Let's be clear about what veterans court does: it's a diversion program that connects former service members with treatment, mentorship, and structured accountability instead of just cycling them through the revolving door of traditional criminal proceedings. It's the kind of targeted intervention that fiscal conservatives should love — it costs less per participant than incarceration, produces better outcomes, and keeps people from becoming long-term wards of the system.

And yet, here we are.

San Francisco's budget is a $14-billion-plus behemoth. The city spends staggering sums on homelessness programs with questionable metrics, on bureaucratic layers that would make the Pentagon blush, and on infrastructure projects that routinely blow past their budgets. But when it comes time to trim, we're apparently going after a program that serves people who volunteered to put their lives on the line for the country.

This is the fundamental problem with how San Francisco governs: there's never a shortage of money for new initiatives, pilot programs, and consultants, but existing programs that quietly deliver results are perpetually one budget cycle away from extinction. Nobody holds a rally for veterans court. There's no nonprofit gala. It just works — and that, ironically, makes it vulnerable.

If the city can't find room in its gargantuan budget to keep veterans court running, it tells you everything you need to know about priorities at City Hall. We're not talking about tens of millions here. We're talking about a rounding error in a budget that loses more money to inefficiency before lunch than veterans court spends in a year.

The men and women who served deserve better than being treated as a line item that's easy to erase. San Francisco should be embarrassed.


Wherever a line in the data holds the word "tubular", pull that line out.

"""

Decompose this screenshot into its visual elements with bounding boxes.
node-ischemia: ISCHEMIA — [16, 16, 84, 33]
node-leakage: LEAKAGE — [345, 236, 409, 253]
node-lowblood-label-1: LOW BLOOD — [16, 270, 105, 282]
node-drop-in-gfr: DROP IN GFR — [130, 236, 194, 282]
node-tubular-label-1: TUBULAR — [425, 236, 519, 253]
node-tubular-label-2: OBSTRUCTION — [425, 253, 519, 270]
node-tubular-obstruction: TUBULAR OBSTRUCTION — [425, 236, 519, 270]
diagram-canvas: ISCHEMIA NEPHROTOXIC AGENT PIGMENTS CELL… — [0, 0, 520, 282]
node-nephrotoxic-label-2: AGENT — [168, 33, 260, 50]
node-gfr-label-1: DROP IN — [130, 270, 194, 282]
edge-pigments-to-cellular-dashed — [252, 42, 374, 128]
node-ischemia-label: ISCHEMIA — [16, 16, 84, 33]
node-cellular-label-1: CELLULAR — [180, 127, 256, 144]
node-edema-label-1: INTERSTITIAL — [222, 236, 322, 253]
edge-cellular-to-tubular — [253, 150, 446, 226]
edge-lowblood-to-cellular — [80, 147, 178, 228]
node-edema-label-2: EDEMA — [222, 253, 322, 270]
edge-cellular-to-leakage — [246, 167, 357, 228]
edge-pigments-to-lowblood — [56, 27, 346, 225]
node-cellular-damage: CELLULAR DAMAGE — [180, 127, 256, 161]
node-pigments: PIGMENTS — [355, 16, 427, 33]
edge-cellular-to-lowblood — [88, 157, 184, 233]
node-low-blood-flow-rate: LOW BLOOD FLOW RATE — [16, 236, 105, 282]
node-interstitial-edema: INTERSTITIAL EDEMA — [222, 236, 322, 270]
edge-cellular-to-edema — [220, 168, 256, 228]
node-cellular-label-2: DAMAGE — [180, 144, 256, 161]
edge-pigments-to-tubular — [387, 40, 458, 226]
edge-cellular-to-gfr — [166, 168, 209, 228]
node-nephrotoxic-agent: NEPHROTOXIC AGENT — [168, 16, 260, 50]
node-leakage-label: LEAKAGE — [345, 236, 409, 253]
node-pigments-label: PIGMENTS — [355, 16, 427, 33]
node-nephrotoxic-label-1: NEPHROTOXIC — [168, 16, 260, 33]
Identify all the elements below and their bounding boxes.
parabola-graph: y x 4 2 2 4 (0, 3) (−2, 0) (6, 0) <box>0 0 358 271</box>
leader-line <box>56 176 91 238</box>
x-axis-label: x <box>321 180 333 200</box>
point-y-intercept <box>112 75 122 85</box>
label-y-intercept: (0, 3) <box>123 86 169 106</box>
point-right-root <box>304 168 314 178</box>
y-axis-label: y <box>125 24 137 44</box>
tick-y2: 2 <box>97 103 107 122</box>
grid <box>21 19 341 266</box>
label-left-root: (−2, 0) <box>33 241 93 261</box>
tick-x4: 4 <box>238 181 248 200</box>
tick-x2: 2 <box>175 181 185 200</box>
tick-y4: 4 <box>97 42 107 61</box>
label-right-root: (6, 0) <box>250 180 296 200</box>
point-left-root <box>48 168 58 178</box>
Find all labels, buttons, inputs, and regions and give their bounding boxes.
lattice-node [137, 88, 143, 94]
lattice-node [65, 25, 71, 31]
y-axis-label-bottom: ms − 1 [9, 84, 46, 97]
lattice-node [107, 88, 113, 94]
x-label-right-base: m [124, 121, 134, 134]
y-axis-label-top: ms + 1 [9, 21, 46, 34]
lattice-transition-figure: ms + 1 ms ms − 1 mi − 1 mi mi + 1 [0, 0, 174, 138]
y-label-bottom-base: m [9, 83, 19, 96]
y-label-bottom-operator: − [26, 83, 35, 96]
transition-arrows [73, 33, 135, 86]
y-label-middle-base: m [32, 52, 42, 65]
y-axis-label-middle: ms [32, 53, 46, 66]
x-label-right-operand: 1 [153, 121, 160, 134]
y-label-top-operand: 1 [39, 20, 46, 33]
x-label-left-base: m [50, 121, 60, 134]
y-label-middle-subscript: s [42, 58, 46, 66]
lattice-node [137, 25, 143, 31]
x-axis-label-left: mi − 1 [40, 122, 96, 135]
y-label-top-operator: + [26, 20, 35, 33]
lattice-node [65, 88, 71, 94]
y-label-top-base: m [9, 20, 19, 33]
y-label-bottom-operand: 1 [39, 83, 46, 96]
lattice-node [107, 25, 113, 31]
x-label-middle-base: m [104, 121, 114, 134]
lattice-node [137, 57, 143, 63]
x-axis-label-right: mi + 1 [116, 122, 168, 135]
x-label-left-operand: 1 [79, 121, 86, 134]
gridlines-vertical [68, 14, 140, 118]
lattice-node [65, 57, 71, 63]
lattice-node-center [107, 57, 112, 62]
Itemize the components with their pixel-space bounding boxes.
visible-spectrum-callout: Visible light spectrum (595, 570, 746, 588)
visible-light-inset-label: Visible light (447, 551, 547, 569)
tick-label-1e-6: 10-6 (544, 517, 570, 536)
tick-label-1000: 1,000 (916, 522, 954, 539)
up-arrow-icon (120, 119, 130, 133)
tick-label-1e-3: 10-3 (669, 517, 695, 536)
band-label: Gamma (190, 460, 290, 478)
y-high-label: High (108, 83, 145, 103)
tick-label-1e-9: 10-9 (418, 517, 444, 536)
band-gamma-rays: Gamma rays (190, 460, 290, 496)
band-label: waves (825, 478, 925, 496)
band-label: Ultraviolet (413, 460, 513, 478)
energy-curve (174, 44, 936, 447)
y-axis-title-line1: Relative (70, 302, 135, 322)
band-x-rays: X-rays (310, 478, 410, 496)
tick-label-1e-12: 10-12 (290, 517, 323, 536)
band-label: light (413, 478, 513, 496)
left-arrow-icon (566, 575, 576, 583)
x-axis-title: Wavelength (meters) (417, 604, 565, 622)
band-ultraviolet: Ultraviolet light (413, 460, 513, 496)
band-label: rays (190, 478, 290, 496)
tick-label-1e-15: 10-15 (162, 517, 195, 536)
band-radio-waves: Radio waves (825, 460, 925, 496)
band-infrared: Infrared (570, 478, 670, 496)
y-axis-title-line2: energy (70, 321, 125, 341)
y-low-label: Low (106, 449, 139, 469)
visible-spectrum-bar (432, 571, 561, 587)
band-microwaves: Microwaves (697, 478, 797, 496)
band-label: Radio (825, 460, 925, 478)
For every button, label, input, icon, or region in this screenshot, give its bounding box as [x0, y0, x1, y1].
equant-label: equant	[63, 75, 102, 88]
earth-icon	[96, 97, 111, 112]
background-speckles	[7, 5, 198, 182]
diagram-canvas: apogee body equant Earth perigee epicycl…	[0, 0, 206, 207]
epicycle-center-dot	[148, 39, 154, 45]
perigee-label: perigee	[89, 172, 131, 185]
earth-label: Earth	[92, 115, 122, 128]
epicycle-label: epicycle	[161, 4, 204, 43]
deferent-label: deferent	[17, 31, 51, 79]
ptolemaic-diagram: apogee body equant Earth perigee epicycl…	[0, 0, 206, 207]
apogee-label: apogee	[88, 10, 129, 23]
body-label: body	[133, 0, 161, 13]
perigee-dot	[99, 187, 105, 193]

"""

■ OUTPUT FOR THIS TASK
node-tubular-label-1: TUBULAR — [425, 236, 519, 253]
node-tubular-label-2: OBSTRUCTION — [425, 253, 519, 270]
node-tubular-obstruction: TUBULAR OBSTRUCTION — [425, 236, 519, 270]
edge-cellular-to-tubular — [253, 150, 446, 226]
edge-pigments-to-tubular — [387, 40, 458, 226]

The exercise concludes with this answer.